Dennis Martin, crisis management and business resilience specialist at technology services firm Axians UK, adds that standards-based compliance is only helpful when leaders insist controls work in practice.
“Security measures must be tested, validated, and challenged regularly. Assumptions and documented processes are no substitute for evidence. A ‘don’t trust, test’ mindset is essential if organisations want confidence in their security posture,” he tells IO (formerly ISMS.online).
“Effective compliance is continuous. Threats evolve, business operations change, and controls degrade over time. Regular review and improvement are necessary to ensure that what is written down still reflects reality.”
Continuous Improvement
In fact, ISO 27001:2022 “explicitly recognises” that security must not stand still, Oleria VP of security, Didier Vandenbroeck, tells IO.
“A core principle of the standard is continual improvement, with auditors expected to raise opportunities for improvement where controls may be technically compliant but no longer appropriate to the evolving threat landscape,” he explains.
“When certification becomes a tick-box exercise, that principle is lost. Certificates are ultimately meaningless if organisations do not follow them in practice or fail to challenge whether existing controls still make sense given how people actually work and how attackers operate.”
IO CPO, Sam Peters, agrees.
“This is why frameworks and standards are most effective when treated as living management systems, effectively operating models for managing cyber risk, rather than static compliance milestones,” he tells IO.
“The principle of continuous improvement, embedded through regular review, challenge and adaptation, has been central to our approach at IO since inception and reflects what regulators increasingly expect to see in practice. Used in this way, frameworks provide a durable foundation for organisations to manage cyber risk in an environment of constant change, rather than a snapshot of compliance at a single point in time.”
Such an approach is particularly important for managing GDPR risk at a time when regulators are placing an ever-greater emphasis on context.

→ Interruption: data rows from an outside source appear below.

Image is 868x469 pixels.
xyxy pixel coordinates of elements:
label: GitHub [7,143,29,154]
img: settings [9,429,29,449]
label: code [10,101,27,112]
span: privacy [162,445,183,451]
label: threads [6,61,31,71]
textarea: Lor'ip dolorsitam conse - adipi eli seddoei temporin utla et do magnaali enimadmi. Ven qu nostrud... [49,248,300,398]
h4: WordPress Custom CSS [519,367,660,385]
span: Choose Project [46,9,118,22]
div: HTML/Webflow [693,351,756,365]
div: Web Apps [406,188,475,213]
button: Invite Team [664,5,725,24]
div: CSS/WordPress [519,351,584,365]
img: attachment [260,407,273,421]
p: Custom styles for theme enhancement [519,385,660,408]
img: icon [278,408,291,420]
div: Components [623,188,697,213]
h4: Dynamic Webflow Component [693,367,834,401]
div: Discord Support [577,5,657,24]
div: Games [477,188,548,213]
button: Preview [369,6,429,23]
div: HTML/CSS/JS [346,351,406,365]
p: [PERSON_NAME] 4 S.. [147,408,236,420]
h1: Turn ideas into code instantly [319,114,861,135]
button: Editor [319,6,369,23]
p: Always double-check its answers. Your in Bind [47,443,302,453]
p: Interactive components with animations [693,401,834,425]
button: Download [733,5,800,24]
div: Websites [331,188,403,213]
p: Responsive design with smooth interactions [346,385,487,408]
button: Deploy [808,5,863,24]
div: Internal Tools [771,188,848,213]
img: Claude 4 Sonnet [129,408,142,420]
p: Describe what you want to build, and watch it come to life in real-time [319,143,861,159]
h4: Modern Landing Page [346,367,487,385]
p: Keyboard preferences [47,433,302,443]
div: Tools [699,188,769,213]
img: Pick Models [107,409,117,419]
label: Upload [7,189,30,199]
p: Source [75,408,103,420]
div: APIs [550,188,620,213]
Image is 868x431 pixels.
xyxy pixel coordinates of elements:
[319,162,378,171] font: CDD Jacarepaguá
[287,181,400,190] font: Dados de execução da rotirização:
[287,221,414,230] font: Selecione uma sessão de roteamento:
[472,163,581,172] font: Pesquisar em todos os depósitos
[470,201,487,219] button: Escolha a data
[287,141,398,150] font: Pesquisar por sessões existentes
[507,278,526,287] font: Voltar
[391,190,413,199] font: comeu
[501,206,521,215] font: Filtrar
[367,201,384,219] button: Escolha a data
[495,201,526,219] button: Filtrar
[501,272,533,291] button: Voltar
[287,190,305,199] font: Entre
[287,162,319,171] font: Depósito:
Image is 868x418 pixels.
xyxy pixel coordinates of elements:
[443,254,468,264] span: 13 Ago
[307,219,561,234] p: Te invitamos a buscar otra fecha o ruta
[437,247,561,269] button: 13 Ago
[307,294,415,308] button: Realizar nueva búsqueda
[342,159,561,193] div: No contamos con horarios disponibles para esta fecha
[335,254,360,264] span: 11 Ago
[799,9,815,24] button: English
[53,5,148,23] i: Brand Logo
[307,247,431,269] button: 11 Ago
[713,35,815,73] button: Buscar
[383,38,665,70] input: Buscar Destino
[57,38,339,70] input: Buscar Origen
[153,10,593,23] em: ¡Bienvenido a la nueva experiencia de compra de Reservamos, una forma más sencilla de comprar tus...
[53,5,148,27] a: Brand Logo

“Regulators are very clearly signalling that ‘appropriate technical and organisational measures’ should be understood as contextual and evolving, rather than fixed or static. What is deemed appropriate will vary depending on factors such as risk exposure, data sensitivity and the threat landscape, and is increasingly being assessed after an incident has occurred,” he concludes.
“In practice, this means regulators are less interested in whether a framework has been adopted, and more focused on how effectively it is being used to identify, review and manage information security risk over time.”